Western Daily Press

Putin issues warning to Ukraine’s Western allies

- JOHN LEICESTER Associated Press

RUSSIA has taken aim at Western military supplies for Ukraine, after launching missile strikes on Kyiv, Ukraine’s capital on Sunday, as Vladimir Putin warned that any Western deliveries of longer-range rocket systems would prompt Moscow to hit “objects that we haven’t yet struck”.

The Russian president’s threat of military escalation did not specify what the new targets might be. It came days after the United States announced plans to deliver $700 million (£560 million) of security assistance for Ukraine that includes four precision-guided, mediumrang­e rocket systems, as well as helicopter­s, Javelin anti-tank systems, radars, tactical vehicles and more.

The UK has also announced it will send its first long-range missiles to Ukraine. Defence Secretary Ben Wallace said Britain will send an unspecifie­d number of M270 launchers, which can fire precisiong­uided rockets up to 50 miles – a longer range than any missile technology currently in use in the war.

In a television interview, Mr Putin lashed out at Western deliveries of weapons to Ukraine, saying they aim to prolong the war. “All this fuss around additional deliveries of weapons, in my opinion, has only one goal: to drag out the armed conflict as much as possible,” he said.

Mr Putin insisted such supplies were unlikely to change the military situation for Ukraine’s government, which he said was merely making up for losses of similar rockets.

If Kyiv gets longer-range rockets, the Russian president added, Moscow will “draw appropriat­e conclusion­s and use our means of destructio­n, which we have plenty of, in order to strike at those objects that we haven’t yet struck”.

The missiles that struck Kyiv destroyed T-72 tanks supplied by eastern European countries and other armoured vehicles, the Russian Defence Ministry claimed.

In response, Ukraine’s railway authority led reporters on a guided tour of a rail car repair plant in eastern Kyiv that it said was hit by four missiles. The authority said no military equipment had been stored there, and Associated Press reporters saw no remnants of any in the facility’s destroyed building.

“There were no tanks, and you can just be witness to this,” said Serhiy Leshchenko, an adviser to the Ukrainian president’s office. However, a government adviser said on national television that military infrastruc­ture was also targeted. A building burning in an area near the destroyed rail car plant was spotted, and two residents of the district said the warehouse-type structure that billowed smoke was part of a tankrepair facility. Police blocking access to the site told reporters that military authoritie­s had banned the taking of images there.

The US has stopped short of offering Ukraine longer-range weapons that could fire deep into Russia, but the four medium-range High Mobility Artillery Rocket Systems in the security package include launchers on wheels that allow troops to strike a target and then quickly move away – which could be useful against Russian artillery on the battlefiel­d.

Before Sunday’s early morning attack, Kyiv had not faced any such Russian assaults since the April 28 visit of United Nations SecretaryG­eneral Antonio Guterres. This weekend’s strike showed that Russia still has the capability and willingnes­s to hit at Ukraine’s heart.

 ?? Christophe­r Furlong/Getty Images ?? An employee of Ukraine’s railways runs past extensive damage to a rail freight rolling stock repair facility in Kyiv. Four Russian missiles hit the site early on Sunday morning.
Christophe­r Furlong/Getty Images An employee of Ukraine’s railways runs past extensive damage to a rail freight rolling stock repair facility in Kyiv. Four Russian missiles hit the site early on Sunday morning.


Your instructions = From the listing below, return every line with the string "color" in it.

Exercise materials =
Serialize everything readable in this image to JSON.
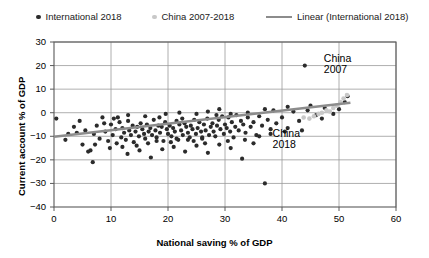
{
  "chart_data": {
    "type": "scatter",
    "title": "",
    "xlabel": "National saving % of GDP",
    "ylabel": "Current account % of GDP",
    "xlim": [
      0,
      60
    ],
    "ylim": [
      -40,
      30
    ],
    "xticks": [
      0,
      10,
      20,
      30,
      40,
      50,
      60
    ],
    "yticks": [
      -40,
      -30,
      -20,
      -10,
      0,
      10,
      20,
      30
    ],
    "grid": true,
    "legend_position": "top",
    "legend": [
      {
        "label": "International 2018",
        "marker": "dot",
        "color": "#2b2b2b"
      },
      {
        "label": "China 2007-2018",
        "marker": "dot",
        "color": "#c8c8c8"
      },
      {
        "label": "Linear (International 2018)",
        "marker": "line",
        "color": "#8c8c8c"
      }
    ],
    "annotations": [
      {
        "text_line1": "China",
        "text_line2": "2007",
        "x": 50.5,
        "y": 23
      },
      {
        "text_line1": "China",
        "text_line2": "2018",
        "x": 41.5,
        "y": -9
      }
    ],
    "series": [
      {
        "name": "International 2018",
        "color": "#2b2b2b",
        "points": [
          [
            0.4,
            -2.5
          ],
          [
            2.5,
            -9.0
          ],
          [
            4.0,
            -8.5
          ],
          [
            5.0,
            -13.5
          ],
          [
            5.5,
            -7.5
          ],
          [
            6.0,
            -16.5
          ],
          [
            6.4,
            -16.0
          ],
          [
            7.0,
            -9.0
          ],
          [
            7.5,
            -5.5
          ],
          [
            8.0,
            -11.0
          ],
          [
            8.5,
            -2.0
          ],
          [
            9.0,
            -8.0
          ],
          [
            9.5,
            -12.0
          ],
          [
            10.0,
            -5.0
          ],
          [
            10.3,
            -9.5
          ],
          [
            10.8,
            -7.0
          ],
          [
            11.0,
            -13.0
          ],
          [
            11.5,
            -4.0
          ],
          [
            11.8,
            -10.5
          ],
          [
            12.0,
            -6.5
          ],
          [
            12.3,
            -8.5
          ],
          [
            12.6,
            -11.5
          ],
          [
            13.0,
            -3.5
          ],
          [
            13.2,
            -7.5
          ],
          [
            13.5,
            -9.5
          ],
          [
            13.8,
            -5.5
          ],
          [
            14.0,
            -12.5
          ],
          [
            14.3,
            -8.0
          ],
          [
            14.6,
            -6.0
          ],
          [
            14.9,
            -10.0
          ],
          [
            15.2,
            -4.5
          ],
          [
            15.5,
            -7.0
          ],
          [
            15.8,
            -9.0
          ],
          [
            16.0,
            -11.0
          ],
          [
            16.3,
            -5.0
          ],
          [
            16.6,
            -8.0
          ],
          [
            16.9,
            -6.5
          ],
          [
            17.2,
            -9.5
          ],
          [
            17.5,
            -3.0
          ],
          [
            17.8,
            -7.5
          ],
          [
            18.0,
            -10.5
          ],
          [
            18.3,
            -5.5
          ],
          [
            18.6,
            -8.5
          ],
          [
            18.9,
            -6.0
          ],
          [
            19.2,
            -12.0
          ],
          [
            19.5,
            -4.0
          ],
          [
            19.8,
            -7.0
          ],
          [
            20.0,
            -9.0
          ],
          [
            20.3,
            -5.5
          ],
          [
            20.6,
            -10.0
          ],
          [
            20.9,
            -6.5
          ],
          [
            21.2,
            -8.0
          ],
          [
            21.5,
            -3.5
          ],
          [
            21.8,
            -11.5
          ],
          [
            22.0,
            -5.0
          ],
          [
            22.3,
            -7.5
          ],
          [
            22.6,
            -9.5
          ],
          [
            22.9,
            -4.5
          ],
          [
            23.2,
            -6.0
          ],
          [
            23.5,
            -8.5
          ],
          [
            23.8,
            -10.5
          ],
          [
            24.0,
            -5.5
          ],
          [
            24.3,
            -7.0
          ],
          [
            24.6,
            -3.0
          ],
          [
            24.9,
            -9.0
          ],
          [
            25.2,
            -6.5
          ],
          [
            25.5,
            -4.0
          ],
          [
            25.8,
            -8.0
          ],
          [
            26.0,
            -11.0
          ],
          [
            26.3,
            -5.0
          ],
          [
            26.6,
            -7.5
          ],
          [
            26.9,
            -2.5
          ],
          [
            27.2,
            -9.5
          ],
          [
            27.5,
            -6.0
          ],
          [
            27.8,
            -4.5
          ],
          [
            28.0,
            -8.0
          ],
          [
            28.3,
            -10.0
          ],
          [
            28.6,
            -5.5
          ],
          [
            28.9,
            -3.0
          ],
          [
            29.2,
            -7.0
          ],
          [
            29.5,
            -1.5
          ],
          [
            29.8,
            -9.0
          ],
          [
            30.0,
            -5.0
          ],
          [
            30.3,
            -6.5
          ],
          [
            30.6,
            -2.0
          ],
          [
            30.9,
            -8.0
          ],
          [
            31.2,
            -4.0
          ],
          [
            31.5,
            -10.5
          ],
          [
            31.8,
            -6.0
          ],
          [
            32.0,
            -1.0
          ],
          [
            32.4,
            -7.5
          ],
          [
            32.8,
            -3.5
          ],
          [
            33.2,
            -5.0
          ],
          [
            33.6,
            -8.5
          ],
          [
            34.0,
            -2.0
          ],
          [
            34.5,
            -6.0
          ],
          [
            35.0,
            -4.0
          ],
          [
            35.5,
            -9.5
          ],
          [
            36.0,
            -1.5
          ],
          [
            36.5,
            -5.5
          ],
          [
            37.0,
            -30.0
          ],
          [
            37.5,
            -3.0
          ],
          [
            38.0,
            -7.0
          ],
          [
            38.5,
            1.0
          ],
          [
            39.0,
            -4.5
          ],
          [
            40.0,
            -2.0
          ],
          [
            41.0,
            -6.5
          ],
          [
            42.0,
            0.5
          ],
          [
            43.0,
            -3.5
          ],
          [
            44.0,
            20.0
          ],
          [
            45.0,
            3.0
          ],
          [
            46.0,
            -1.0
          ],
          [
            47.5,
            2.0
          ],
          [
            49.0,
            -0.5
          ],
          [
            51.0,
            4.5
          ],
          [
            6.8,
            -21.0
          ],
          [
            12.9,
            -17.5
          ],
          [
            15.0,
            -16.0
          ],
          [
            17.0,
            -19.0
          ],
          [
            19.0,
            -15.5
          ],
          [
            21.0,
            -14.5
          ],
          [
            23.0,
            -16.5
          ],
          [
            25.0,
            -14.0
          ],
          [
            27.0,
            -17.0
          ],
          [
            29.0,
            -13.5
          ],
          [
            31.0,
            -15.0
          ],
          [
            33.0,
            -19.5
          ],
          [
            35.0,
            -13.0
          ],
          [
            2.0,
            -11.5
          ],
          [
            3.5,
            -6.0
          ],
          [
            8.8,
            -4.5
          ],
          [
            10.5,
            -2.5
          ],
          [
            13.0,
            -1.0
          ],
          [
            16.0,
            -1.5
          ],
          [
            18.5,
            -2.0
          ],
          [
            20.5,
            -12.5
          ],
          [
            22.5,
            -2.5
          ],
          [
            24.5,
            -12.0
          ],
          [
            26.5,
            -13.0
          ],
          [
            28.5,
            -1.0
          ],
          [
            30.5,
            -12.0
          ],
          [
            4.5,
            -3.5
          ],
          [
            7.2,
            -13.5
          ],
          [
            9.8,
            -15.0
          ],
          [
            11.2,
            -2.0
          ],
          [
            14.5,
            -14.0
          ],
          [
            33.5,
            -11.5
          ],
          [
            36.0,
            -10.0
          ],
          [
            38.0,
            -9.0
          ],
          [
            40.5,
            -8.0
          ],
          [
            43.5,
            -7.5
          ],
          [
            19.6,
            -0.5
          ],
          [
            22.0,
            0.0
          ],
          [
            25.0,
            -0.5
          ],
          [
            27.0,
            0.5
          ],
          [
            29.0,
            1.5
          ],
          [
            31.0,
            -0.5
          ],
          [
            34.0,
            0.0
          ],
          [
            37.0,
            1.5
          ],
          [
            41.0,
            2.5
          ],
          [
            44.5,
            1.0
          ],
          [
            47.0,
            -2.5
          ],
          [
            50.0,
            1.5
          ],
          [
            51.5,
            7.0
          ],
          [
            12.0,
            -14.5
          ],
          [
            16.5,
            -13.0
          ],
          [
            18.0,
            -12.0
          ],
          [
            21.5,
            -11.0
          ],
          [
            23.5,
            -11.5
          ],
          [
            26.0,
            -10.5
          ]
        ]
      },
      {
        "name": "China 2007-2018",
        "color": "#c8c8c8",
        "points": [
          [
            43.8,
            -2.0
          ],
          [
            44.8,
            -2.5
          ],
          [
            45.6,
            -1.5
          ],
          [
            46.4,
            -0.5
          ],
          [
            47.0,
            0.0
          ],
          [
            47.8,
            1.0
          ],
          [
            48.4,
            0.5
          ],
          [
            49.0,
            2.0
          ],
          [
            49.6,
            3.0
          ],
          [
            50.2,
            4.5
          ],
          [
            50.8,
            6.0
          ],
          [
            51.4,
            7.5
          ]
        ]
      }
    ],
    "trendline": {
      "name": "Linear (International 2018)",
      "color": "#8c8c8c",
      "x0": 0,
      "y0": -10.2,
      "x1": 52.0,
      "y1": 4.2
    }
  }
}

Solution to the exercise =
        "color": "#2b2b2b"
        "color": "#c8c8c8"
        "color": "#8c8c8c"
        "color": "#2b2b2b",
        "color": "#c8c8c8",
      "color": "#8c8c8c",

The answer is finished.